Ukrainian designer Svitlana Bevza is launching a teaser of the handbags she showed in her spring 2024 runway show during New York Fashion Week.
Landing on the Bevza website Wednesday, the collection consists of five styles in black or white leather showcasing the brand’s symbolic flat spikelet details (already signature elements of her jewelry), on hardware and straps.
The Kiev-based brand was founded in 2006 and has managed not only to survive but to grow during the Ukraine war.
“My mission is to tell the proper story about Ukraine,” the designer said during a recent visit to L.A. — her first — to connect with press and stylists. “The spikelet is the main symbol of Ukraine, fertile land, a sacred symbol for centuries, so we started using it in 2018 and now it has become very signature. During the war we created a burned spikelet, because they have burned a lot of fields,” she said, showing off a choker with burnished hardware.
When the war started she was lucky enough to have a large inventory of spikelet jewelry, including earrings, bracelets and necklaces, which were embraced by shoppers worldwide and helped support the business.
For the bags, which retail from $570 to $810, the symbolic spikelet hardware takes on an Art Deco feel as gold hardware on neoclassic shapes including an elongated tote big enough to fit a laptop, a top-handle bag, a clutch, and a six-sided geometric silhouette that resembles the spikelet itself.
“I’m not from London or Paris; I’m a girl from Ukraine, that’s why the shapes are a bit specific. They are my own vision,” said Bevza, whose collection is stocked at Bergdorf Goodman, The Frankie Shop and Selfridges, among others.
The bag campaign was shot in New York and the imagery was inspired by Agnes Denes’ “Wheatfield — A Confrontation.” In 1982, the conceptual artist planted a two-acre wheat field on an empty landfill next to the World Trade Center as a universal symbol representing food, energy, commerce and economics, and referencing mismanagement, waste, world hunger and ecological concerns.
Bevza has been going back and forth from London, where her kids are now in school, to Kiev, where her husband has remained.
“You have to take a train to Poland to cross the border, so it takes time, but all the factories work and it’s important to contribute to the economics, to keep the textile industry going, and the tradition of handmade craft,” she said, noting the other symbols in her spring ready-to-wear collection of ’50s-inspired tops and dresses with bullet bra details, pants slashed at the sides to reveal boxer shorts, marigold florals and hand-beading.
“The marigold is the main accent, it grows everywhere and in Ukrainian it means revival. That’s how we put positivity in the collection because we have so much real drama in Ukraine but we want to keep the positive note because we believe we are fighting for our cultural heritage.”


TASK
In the records below, some lines contain the word "Year". Copy each of them.

Stored items from a collection

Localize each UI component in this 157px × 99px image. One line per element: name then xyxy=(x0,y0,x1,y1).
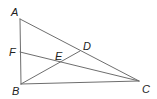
label-point-f: F xyxy=(9,46,17,58)
segment-bc xyxy=(21,81,139,84)
segment-bd xyxy=(21,51,80,84)
segment-ab xyxy=(20,19,21,84)
label-point-a: A xyxy=(10,6,18,18)
label-point-c: C xyxy=(142,83,150,95)
label-point-e: E xyxy=(55,50,63,62)
label-point-d: D xyxy=(83,40,91,52)
segment-fc xyxy=(20,52,139,81)
label-point-b: B xyxy=(12,85,19,97)
segment-ac xyxy=(20,19,139,81)
geometry-diagram: A B C D E F xyxy=(0,0,157,99)
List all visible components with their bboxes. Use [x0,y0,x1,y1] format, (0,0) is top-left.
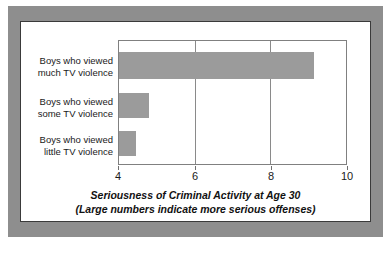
category-label-2-line2: little TV violence [21,146,113,158]
category-label-0: Boys who viewed much TV violence [21,55,113,79]
category-label-1: Boys who viewed some TV violence [21,96,113,120]
x-tick-label-1: 6 [183,170,207,182]
category-label-1-line2: some TV violence [21,108,113,120]
x-axis-title-line2: (Large numbers indicate more serious off… [20,202,371,216]
plot-area [118,40,347,165]
category-label-0-line2: much TV violence [21,67,113,79]
category-label-1-line1: Boys who viewed [21,96,113,108]
category-label-2: Boys who viewed little TV violence [21,134,113,158]
bar-much-tv-violence [119,52,314,79]
category-label-0-line1: Boys who viewed [21,55,113,67]
chart-figure: Boys who viewed much TV violence Boys wh… [0,0,391,256]
bar-little-tv-violence [119,131,136,156]
x-tick-label-0: 4 [106,170,130,182]
x-axis-title-line1: Seriousness of Criminal Activity at Age … [20,188,371,202]
category-label-2-line1: Boys who viewed [21,134,113,146]
x-axis-title: Seriousness of Criminal Activity at Age … [20,188,371,216]
x-tick-label-3: 10 [335,170,359,182]
x-tick-label-2: 8 [259,170,283,182]
bar-some-tv-violence [119,93,149,118]
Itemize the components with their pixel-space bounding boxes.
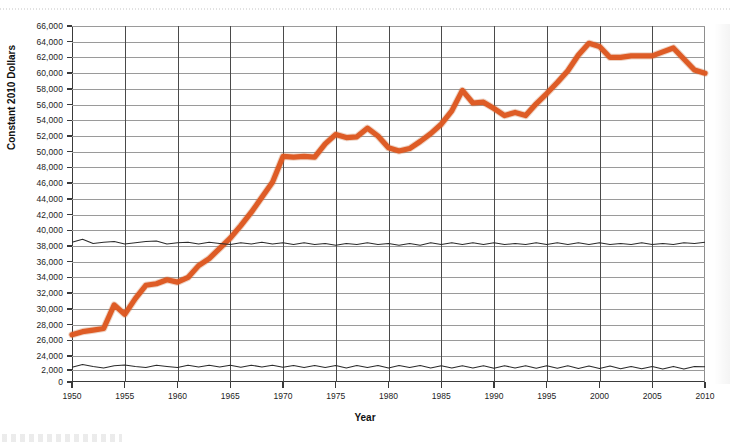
x-tick-mark-1975 [335, 382, 336, 388]
x-tick-label-1975: 1975 [326, 391, 345, 401]
data-series-layer [72, 26, 705, 382]
x-tick-mark-1995 [546, 382, 547, 388]
plot-area [72, 26, 705, 382]
y-tick-label-0: 0 [0, 377, 63, 387]
series-line-secondary-1 [72, 239, 705, 245]
series-line-primary [72, 43, 705, 335]
y-tick-label-52000: 52,000 [0, 131, 63, 141]
x-tick-mark-1990 [493, 382, 494, 388]
x-tick-mark-1985 [441, 382, 442, 388]
y-tick-label-40000: 40,000 [0, 225, 63, 235]
y-tick-label-58000: 58,000 [0, 84, 63, 94]
y-tick-label-66000: 66,000 [0, 21, 63, 31]
x-tick-label-1985: 1985 [432, 391, 451, 401]
x-tick-mark-2005 [652, 382, 653, 388]
y-tick-label-46000: 46,000 [0, 178, 63, 188]
x-tick-label-1995: 1995 [537, 391, 556, 401]
x-tick-label-1970: 1970 [274, 391, 293, 401]
y-tick-label-44000: 44,000 [0, 194, 63, 204]
series-line-secondary-2 [72, 365, 705, 370]
x-tick-mark-2000 [599, 382, 600, 388]
y-tick-label-30000: 30,000 [0, 304, 63, 314]
figure-root: Constant 2010 Dollars Year 02,00024,0002… [0, 0, 730, 446]
y-tick-label-2000: 2,000 [0, 365, 63, 375]
x-tick-label-2000: 2000 [590, 391, 609, 401]
series-line-halo-0 [72, 43, 705, 335]
x-tick-label-1960: 1960 [168, 391, 187, 401]
y-tick-label-56000: 56,000 [0, 100, 63, 110]
y-tick-label-24000: 24,000 [0, 351, 63, 361]
y-tick-label-60000: 60,000 [0, 68, 63, 78]
y-tick-label-54000: 54,000 [0, 115, 63, 125]
x-tick-mark-1950 [71, 382, 72, 388]
x-tick-label-2010: 2010 [696, 391, 715, 401]
y-tick-label-64000: 64,000 [0, 37, 63, 47]
y-tick-label-42000: 42,000 [0, 210, 63, 220]
x-tick-mark-2010 [704, 382, 705, 388]
x-tick-label-1965: 1965 [221, 391, 240, 401]
x-tick-mark-1965 [230, 382, 231, 388]
x-axis-title: Year [0, 412, 730, 423]
x-tick-label-2005: 2005 [643, 391, 662, 401]
x-tick-mark-1970 [282, 382, 283, 388]
x-tick-mark-1980 [388, 382, 389, 388]
page-top-rule-decoration [0, 8, 730, 10]
x-tick-label-1950: 1950 [63, 391, 82, 401]
y-tick-label-34000: 34,000 [0, 272, 63, 282]
y-tick-label-38000: 38,000 [0, 241, 63, 251]
x-tick-label-1990: 1990 [485, 391, 504, 401]
page-bottom-caption-smudge [2, 434, 122, 442]
page-right-edge-shadow [714, 24, 730, 384]
y-tick-label-50000: 50,000 [0, 147, 63, 157]
x-tick-label-1955: 1955 [115, 391, 134, 401]
x-tick-mark-1955 [124, 382, 125, 388]
y-tick-label-36000: 36,000 [0, 257, 63, 267]
y-tick-label-26000: 26,000 [0, 335, 63, 345]
y-tick-label-32000: 32,000 [0, 288, 63, 298]
y-tick-label-48000: 48,000 [0, 162, 63, 172]
x-tick-mark-1960 [177, 382, 178, 388]
y-tick-label-28000: 28,000 [0, 320, 63, 330]
x-tick-label-1980: 1980 [379, 391, 398, 401]
y-tick-label-62000: 62,000 [0, 52, 63, 62]
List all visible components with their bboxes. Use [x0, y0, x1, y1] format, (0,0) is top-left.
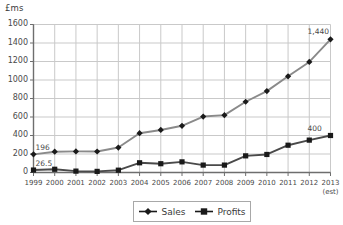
chart-container: £ms 16001400120010008006004002000 199920… [0, 0, 343, 225]
x-axis-tick-label: 2013 [319, 179, 343, 187]
legend-item-sales[interactable]: Sales [138, 206, 185, 217]
square-marker-icon [194, 206, 214, 217]
diamond-marker-icon [138, 206, 158, 217]
legend-label: Profits [217, 207, 245, 217]
y-axis-tick-label: 1200 [2, 56, 28, 65]
data-point-label: 26.5 [36, 159, 53, 168]
y-axis-tick-label: 600 [2, 112, 28, 121]
data-point-label: 400 [308, 124, 322, 133]
y-axis-tick-label: 1600 [2, 19, 28, 28]
chart-legend: SalesProfits [133, 201, 251, 222]
y-axis-tick-label: 800 [2, 93, 28, 102]
y-axis-tick-label: 1400 [2, 38, 28, 47]
legend-label: Sales [161, 207, 185, 217]
y-axis-tick-label: 1000 [2, 75, 28, 84]
y-axis-tick-label: 400 [2, 130, 28, 139]
data-point-label: 196 [36, 143, 50, 152]
data-point-label: 1,440 [308, 27, 329, 36]
y-axis-tick-label: 0 [2, 167, 28, 176]
x-axis-tick-sublabel: (est) [319, 188, 343, 196]
legend-item-profits[interactable]: Profits [194, 206, 245, 217]
y-axis-tick-label: 200 [2, 149, 28, 158]
plot-area [0, 0, 343, 225]
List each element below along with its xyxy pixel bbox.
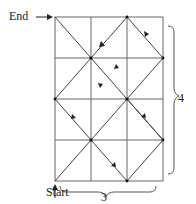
height-label: 4 bbox=[178, 91, 184, 106]
end-label: End bbox=[9, 9, 28, 24]
end-arrow-icon bbox=[36, 14, 53, 20]
grid-path-diagram bbox=[0, 0, 196, 204]
grid-lines bbox=[55, 17, 163, 181]
start-label: Start bbox=[46, 185, 69, 200]
width-brace bbox=[60, 186, 156, 197]
width-label: 3 bbox=[101, 190, 107, 204]
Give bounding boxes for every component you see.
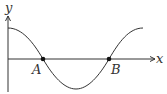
point-a-marker — [41, 57, 46, 62]
point-a-label: A — [32, 63, 41, 76]
point-b-label: B — [111, 63, 121, 76]
point-b-marker — [107, 57, 112, 62]
graph-canvas — [0, 0, 167, 94]
x-axis-label: x — [156, 52, 163, 65]
cosine-graph-diagram: y x A B — [0, 0, 167, 94]
y-axis-label: y — [5, 1, 12, 14]
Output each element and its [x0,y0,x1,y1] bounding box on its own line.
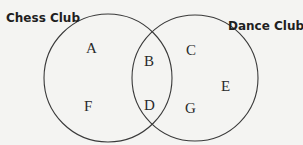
region-c: C [186,42,196,58]
chess-club-label: Chess Club [6,11,80,25]
dance-club-circle [132,15,258,141]
region-e: E [221,78,230,94]
region-a: A [86,40,97,56]
region-d: D [144,97,155,113]
region-f: F [84,98,92,114]
region-g: G [185,100,196,116]
chess-club-circle [44,14,172,142]
region-b: B [144,53,154,69]
venn-diagram: Chess Club Dance Club A B C D E F G [0,0,303,145]
dance-club-label: Dance Club [228,19,303,33]
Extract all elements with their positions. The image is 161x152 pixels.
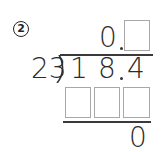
product-answer-box-3[interactable] — [123, 87, 150, 118]
quotient-tenths-answer-box[interactable] — [124, 20, 150, 51]
product-answer-box-2[interactable] — [94, 87, 120, 118]
divisor: 23 — [31, 55, 67, 83]
product-answer-box-1[interactable] — [65, 87, 91, 118]
dividend-digit-ones: 1 — [70, 55, 88, 83]
dividend-digit-tens: 8 — [98, 55, 116, 83]
dividend-digit-tenths: 4 — [127, 55, 145, 83]
quotient-decimal-point — [120, 47, 123, 50]
dividend-decimal-point — [120, 77, 123, 80]
quotient-whole-digit: 0 — [99, 24, 117, 52]
problem-number-badge: 2 — [13, 21, 29, 37]
remainder: 0 — [129, 124, 147, 152]
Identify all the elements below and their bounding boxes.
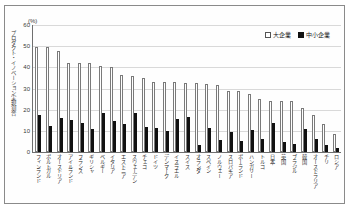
- bar-group[interactable]: [86, 25, 97, 152]
- bar-sme[interactable]: [81, 123, 84, 152]
- bar-sme[interactable]: [187, 117, 190, 152]
- bar-sme[interactable]: [113, 121, 116, 152]
- bar-sme[interactable]: [261, 139, 264, 152]
- chart-frame: (%) プロダクト・イノベーション実現割合 大企業 中小企業 010203040…: [4, 5, 345, 204]
- bar-group[interactable]: [256, 25, 267, 152]
- x-axis-category-label: ロシア: [334, 154, 340, 210]
- x-axis-category: スペイン: [204, 154, 215, 210]
- bar-group[interactable]: [44, 25, 55, 152]
- x-axis-category: オランダ: [193, 154, 204, 210]
- x-axis-category-label: スペイン: [206, 154, 212, 210]
- bar-group[interactable]: [150, 25, 161, 152]
- x-axis-category: ポルトガル: [44, 154, 55, 210]
- bar-group[interactable]: [267, 25, 278, 152]
- x-axis-category-label: 英国: [280, 154, 286, 210]
- x-axis-category: エストニア: [118, 154, 129, 210]
- bar-sme[interactable]: [283, 142, 286, 152]
- bar-group[interactable]: [129, 25, 140, 152]
- x-axis-category: ロシア: [331, 154, 342, 210]
- x-axis-category: ベルギー: [97, 154, 108, 210]
- bar-group[interactable]: [224, 25, 235, 152]
- bar-sme[interactable]: [315, 139, 318, 152]
- bar-group[interactable]: [320, 25, 331, 152]
- plot-area: 0102030405060: [32, 25, 341, 153]
- bar-sme[interactable]: [70, 120, 73, 152]
- bar-sme[interactable]: [208, 128, 211, 152]
- bar-group[interactable]: [246, 25, 257, 152]
- bar-sme[interactable]: [134, 113, 137, 152]
- x-axis-category-label: ハンガリー: [248, 154, 254, 210]
- bar-sme[interactable]: [38, 115, 41, 152]
- x-axis-category: スイス: [182, 154, 193, 210]
- bar-group[interactable]: [331, 25, 342, 152]
- bar-group[interactable]: [107, 25, 118, 152]
- x-axis-category-label: オーストラリア: [312, 154, 318, 210]
- x-axis-category-label: スウェーデン: [131, 154, 137, 210]
- bar-sme[interactable]: [240, 141, 243, 152]
- bar-sme[interactable]: [102, 113, 105, 152]
- x-axis-category-label: フィンランド: [35, 154, 41, 210]
- bar-group[interactable]: [76, 25, 87, 152]
- bar-group[interactable]: [299, 25, 310, 152]
- x-axis-category-label: フランス: [78, 154, 84, 210]
- bar-group[interactable]: [33, 25, 44, 152]
- bar-sme[interactable]: [49, 126, 52, 152]
- bar-sme[interactable]: [176, 119, 179, 152]
- x-axis-category-label: ポーランド: [238, 154, 244, 210]
- x-axis-category: ブラジル: [289, 154, 300, 210]
- x-axis-category-label: スロバキア: [227, 154, 233, 210]
- bar-group[interactable]: [54, 25, 65, 152]
- x-axis-category: イスラエル: [172, 154, 183, 210]
- x-axis-category-label: 韓国: [302, 154, 308, 210]
- bar-sme[interactable]: [230, 132, 233, 152]
- bar-sme[interactable]: [272, 123, 275, 152]
- bar-group[interactable]: [277, 25, 288, 152]
- bar-sme[interactable]: [251, 130, 254, 152]
- x-axis-category-label: チェコ: [142, 154, 148, 210]
- bar-group[interactable]: [235, 25, 246, 152]
- bar-sme[interactable]: [198, 145, 201, 152]
- x-axis-category-label: チリ: [323, 154, 329, 210]
- y-axis-tick-label: 0: [27, 149, 30, 155]
- x-axis-category: スロバキア: [225, 154, 236, 210]
- bar-group[interactable]: [97, 25, 108, 152]
- bar-group[interactable]: [214, 25, 225, 152]
- bar-sme[interactable]: [219, 140, 222, 152]
- x-axis-category-label: オランダ: [195, 154, 201, 210]
- bar-sme[interactable]: [304, 129, 307, 152]
- bar-group[interactable]: [182, 25, 193, 152]
- bar-sme[interactable]: [166, 131, 169, 152]
- x-axis-category: オーストリア: [54, 154, 65, 210]
- bar-sme[interactable]: [336, 148, 339, 152]
- y-axis-tick-label: 50: [23, 43, 30, 49]
- x-axis-category: スウェーデン: [129, 154, 140, 210]
- bar-sme[interactable]: [123, 124, 126, 152]
- x-axis-category-label: ドイツ: [153, 154, 159, 210]
- bar-group[interactable]: [309, 25, 320, 152]
- bar-group[interactable]: [118, 25, 129, 152]
- x-axis-category: ノルウェー: [214, 154, 225, 210]
- x-axis-line: [32, 152, 341, 153]
- bar-series-container: [33, 25, 341, 152]
- bar-group[interactable]: [139, 25, 150, 152]
- y-axis-tick-label: 40: [23, 64, 30, 70]
- bar-sme[interactable]: [60, 118, 63, 152]
- bar-group[interactable]: [288, 25, 299, 152]
- bar-group[interactable]: [65, 25, 76, 152]
- bar-large-enterprise[interactable]: [195, 83, 198, 152]
- bar-sme[interactable]: [325, 145, 328, 152]
- y-axis-tick-label: 60: [23, 22, 30, 28]
- bar-sme[interactable]: [145, 127, 148, 152]
- x-axis-category-label: トルコ: [259, 154, 265, 210]
- bar-group[interactable]: [171, 25, 182, 152]
- bar-group[interactable]: [203, 25, 214, 152]
- x-axis-category: フランス: [76, 154, 87, 210]
- bar-group[interactable]: [192, 25, 203, 152]
- bar-group[interactable]: [161, 25, 172, 152]
- x-axis-category: ポーランド: [235, 154, 246, 210]
- x-axis-category: ギリシャ: [86, 154, 97, 210]
- bar-sme[interactable]: [293, 144, 296, 152]
- x-axis-category-label: スイス: [185, 154, 191, 210]
- bar-sme[interactable]: [91, 129, 94, 152]
- bar-sme[interactable]: [155, 128, 158, 152]
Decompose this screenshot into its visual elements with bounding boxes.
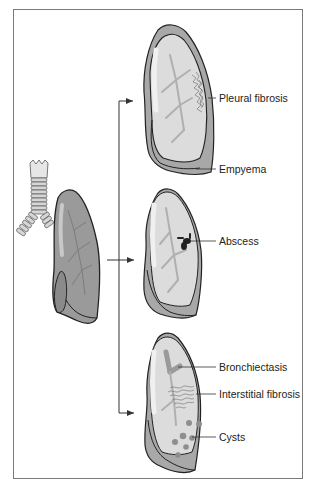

OUTPUT FOR THIS EXERCISE
figure-root: Constant 2010 Dollars Year 02,00024,0002… [0, 0, 730, 446]
x-axis-title: Year [0, 412, 730, 423]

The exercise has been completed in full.